I’ve just always been trying so hard at everything really… and I decided to stop trying so hard and just do what comes absolutely naturally. – Richie Culver.
Richie Culver paints from the heart.
That can feel a little naive, to some. It feels like… the work should be a little more complicated. The art should be a little more artful.
So people put him down as a prankster, a Banksy. A chancer in a world where it feels like makers and institutions need to unpack a multi-layered box of identity and trauma in every exhibition.
Social is a sketchbook, the experiments that show you Culver’s direction of travel.

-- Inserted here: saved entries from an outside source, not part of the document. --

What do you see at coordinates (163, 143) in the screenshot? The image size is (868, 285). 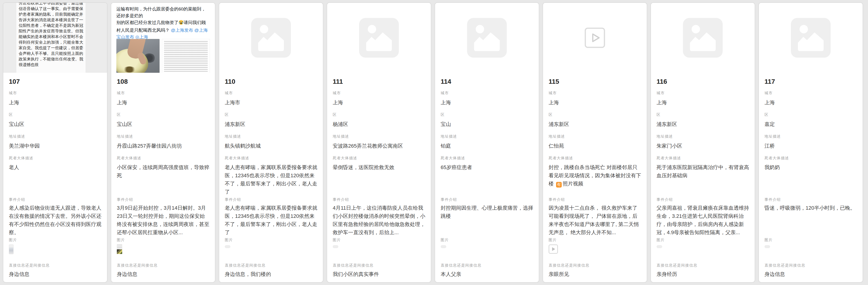 I see `record-card: 运输有时间，为什么跟居委会的60的菜能到，还好多是烂的 别的区都已经分发过几批物…` at bounding box center [163, 143].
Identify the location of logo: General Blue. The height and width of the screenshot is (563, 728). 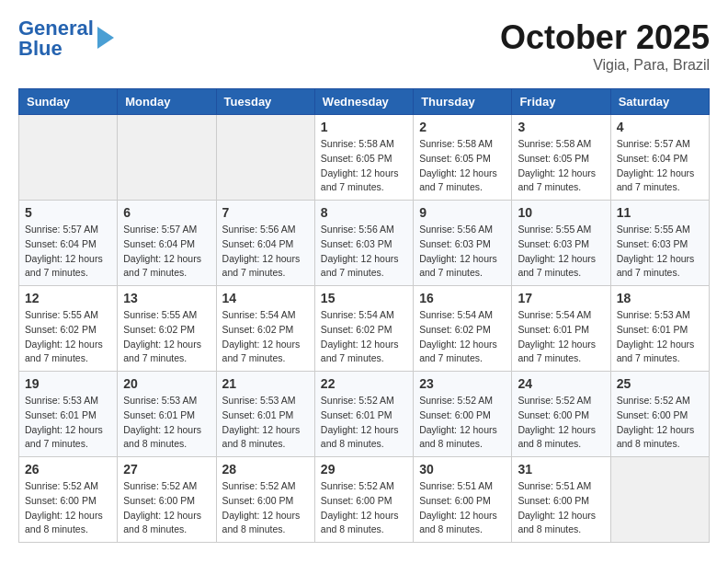
(66, 39).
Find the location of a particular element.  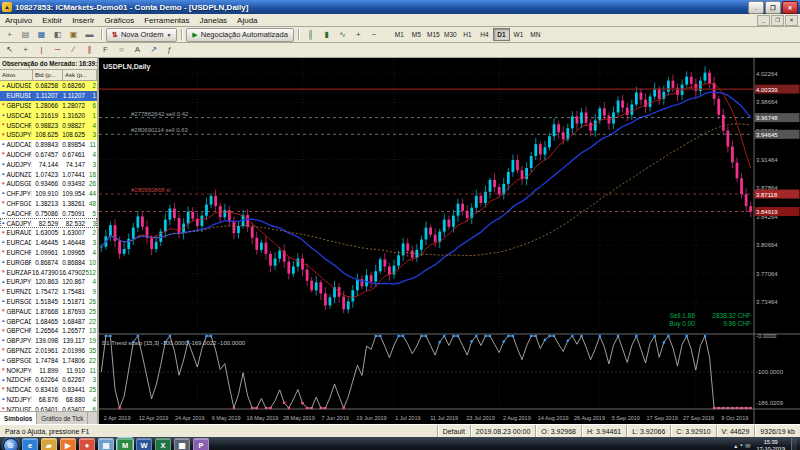

taskbar-media-icon: ▶ is located at coordinates (68, 444).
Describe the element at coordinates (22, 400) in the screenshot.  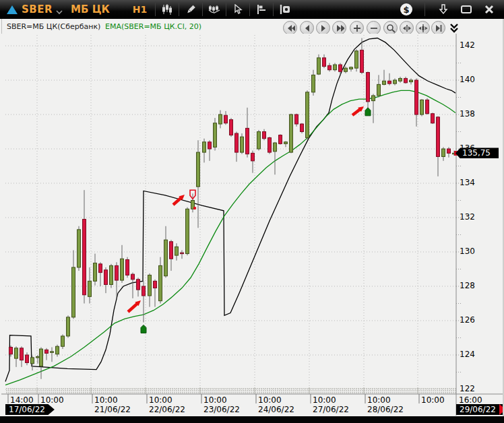
I see `time-label: 14:00` at that location.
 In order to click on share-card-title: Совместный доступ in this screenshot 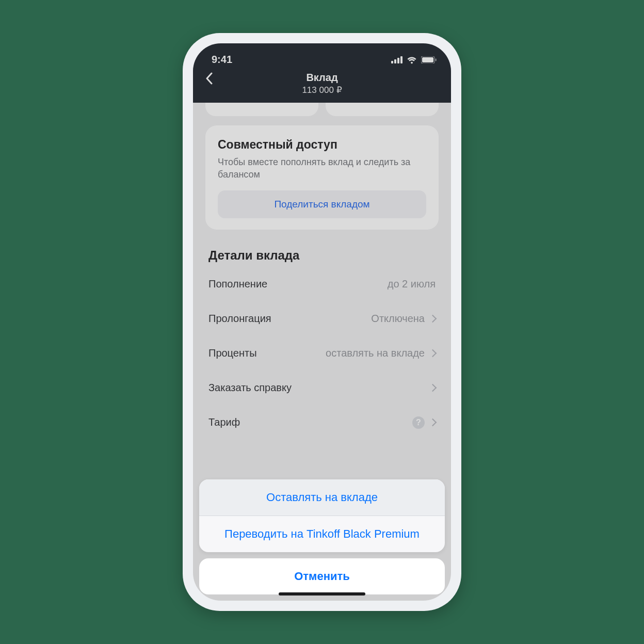, I will do `click(322, 144)`.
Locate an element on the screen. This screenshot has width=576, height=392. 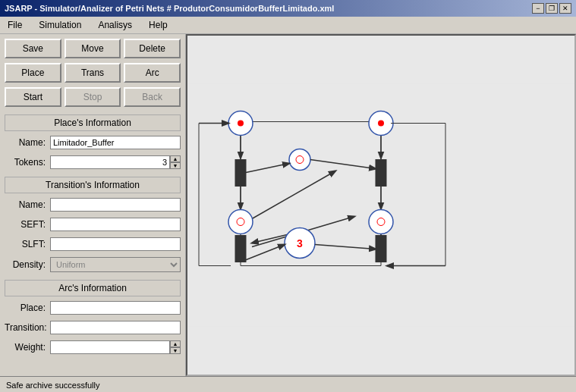
stop-button: Stop is located at coordinates (93, 97).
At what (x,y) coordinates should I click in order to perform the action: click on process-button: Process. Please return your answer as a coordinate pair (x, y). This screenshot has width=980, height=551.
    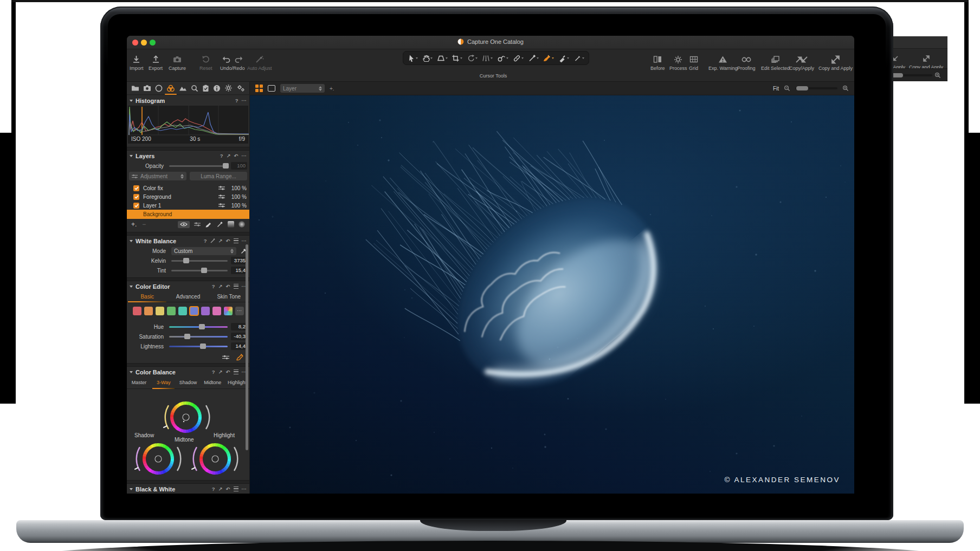
    Looking at the image, I should click on (679, 63).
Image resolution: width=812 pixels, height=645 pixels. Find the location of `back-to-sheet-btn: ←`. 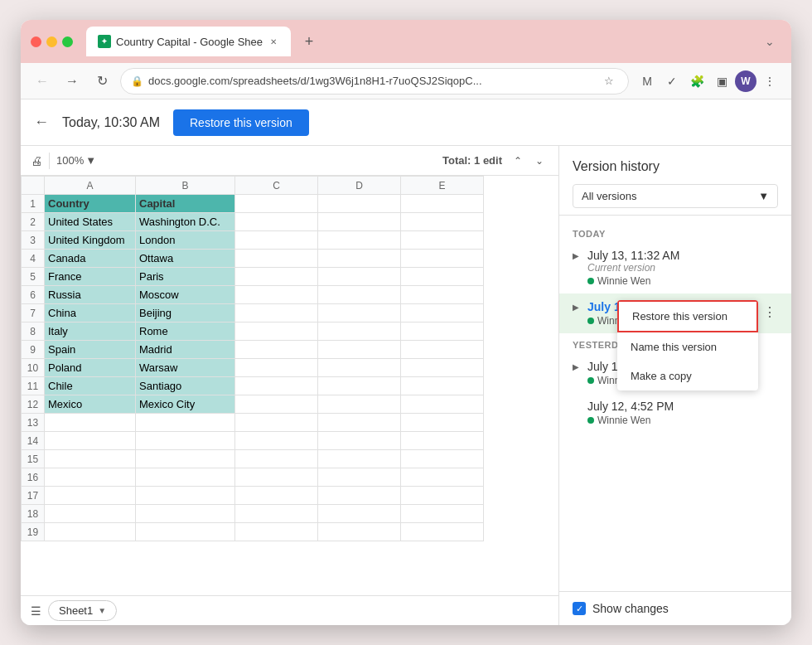

back-to-sheet-btn: ← is located at coordinates (41, 123).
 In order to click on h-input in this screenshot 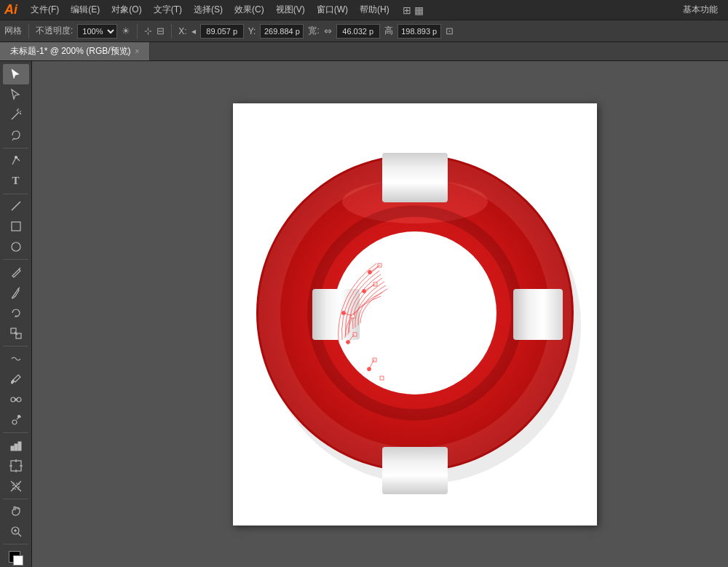, I will do `click(419, 31)`.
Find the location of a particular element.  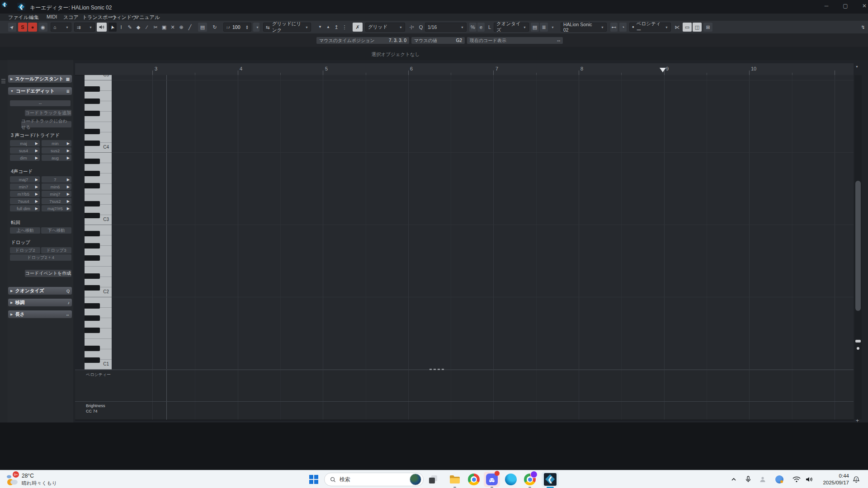

nudge-settings-button: ⋮ is located at coordinates (344, 27).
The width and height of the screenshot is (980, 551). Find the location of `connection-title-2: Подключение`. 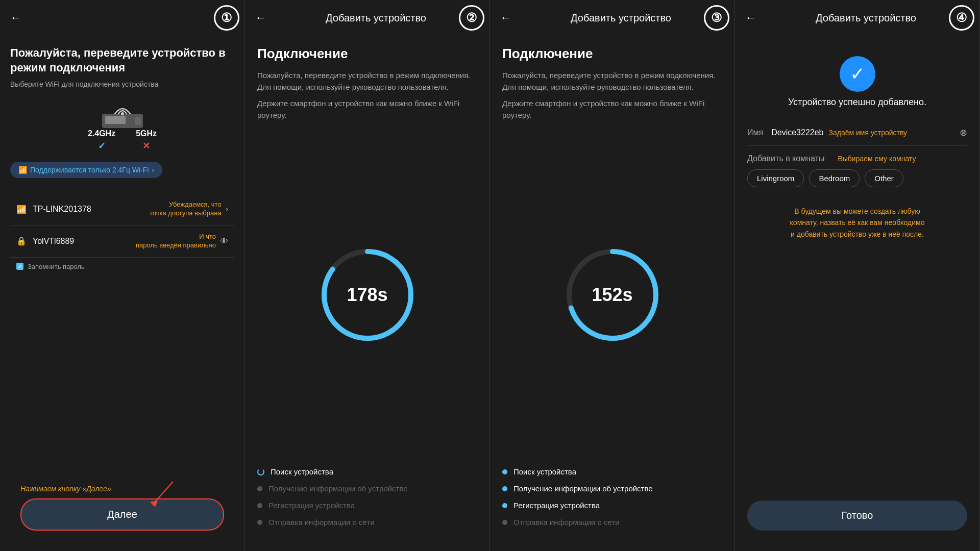

connection-title-2: Подключение is located at coordinates (368, 54).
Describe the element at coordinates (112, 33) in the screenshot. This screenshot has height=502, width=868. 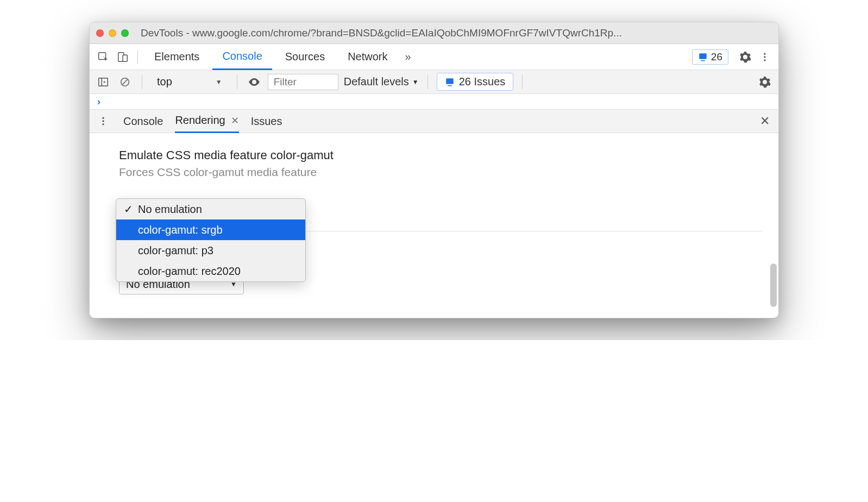
I see `minimize-window-button` at that location.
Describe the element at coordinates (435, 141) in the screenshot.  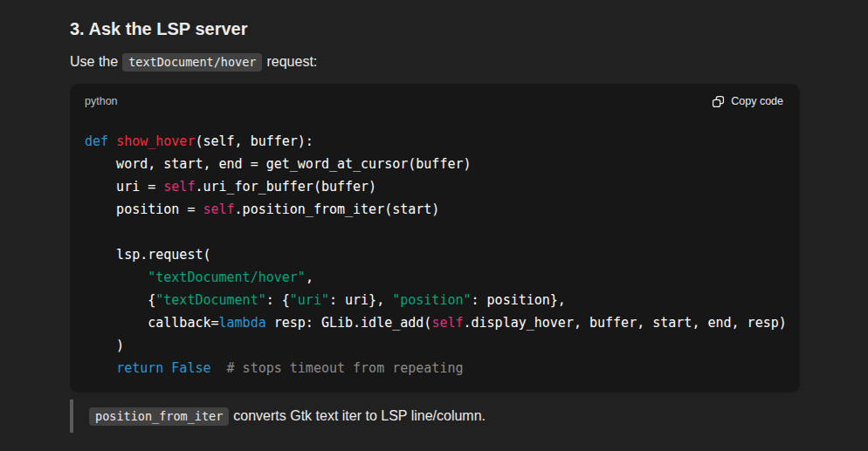
I see `code-line: def show_hover(self, buffer):` at that location.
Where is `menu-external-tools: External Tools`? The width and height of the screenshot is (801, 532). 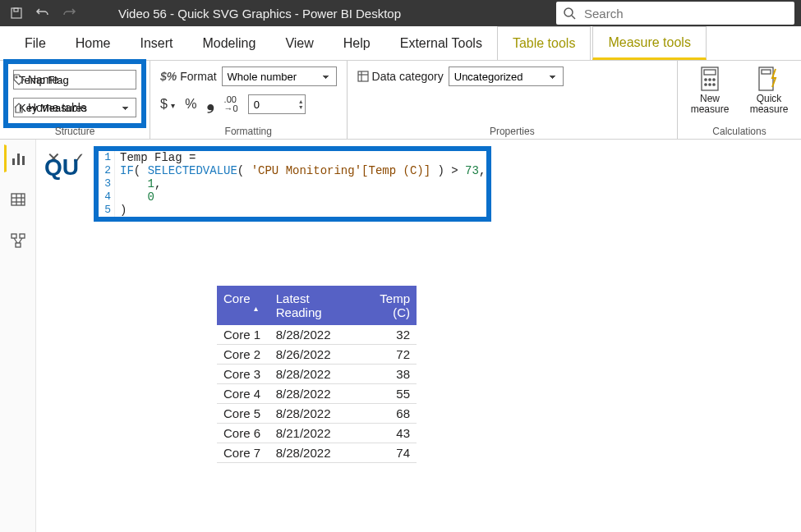 menu-external-tools: External Tools is located at coordinates (441, 43).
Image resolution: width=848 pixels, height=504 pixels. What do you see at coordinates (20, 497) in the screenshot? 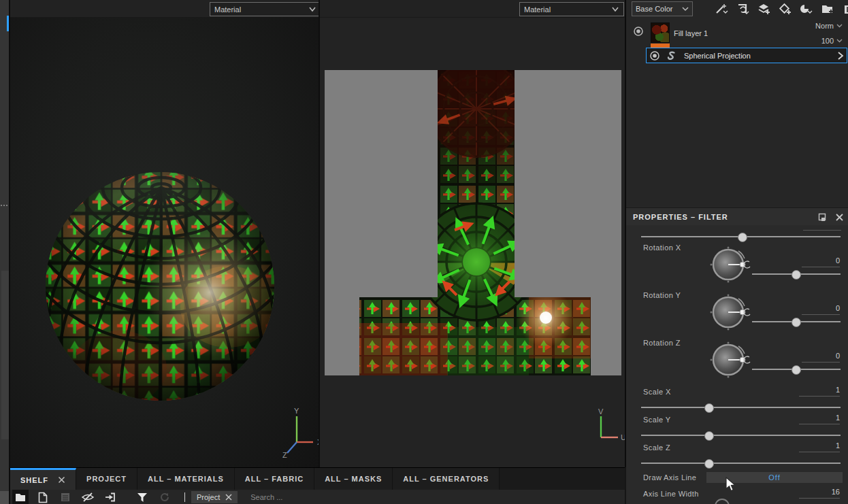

The Instagram smash was Did you cum yet, which got him attention and derision. It all got so much, Culver deleted it. In an interview, he described this piece — not as a puerile, gawking insinuation — but an intimate, quiet question between lovers.
Is that true?
It’s heart on sleeve again.
Culver’s work wrestles with his inquiries on masculinity, fame and fatherhood. He’s lived with junkies in New York, stolen handbags in Berlin; his biography is a life of rough poetry. And he is, after all, a painter who writes. The words, the titles, matter. The canvas is just the form. So it makes sense it’s thrown together. So’s he.
His album Scream If You Don’t Exist is another chapter in the grimdark story of finding truth and optimism in resolve against the bleak.
It’s the vulnerability that connects, not the craft. There’s no pretence.
Just the rawness that comes from not trying too hard.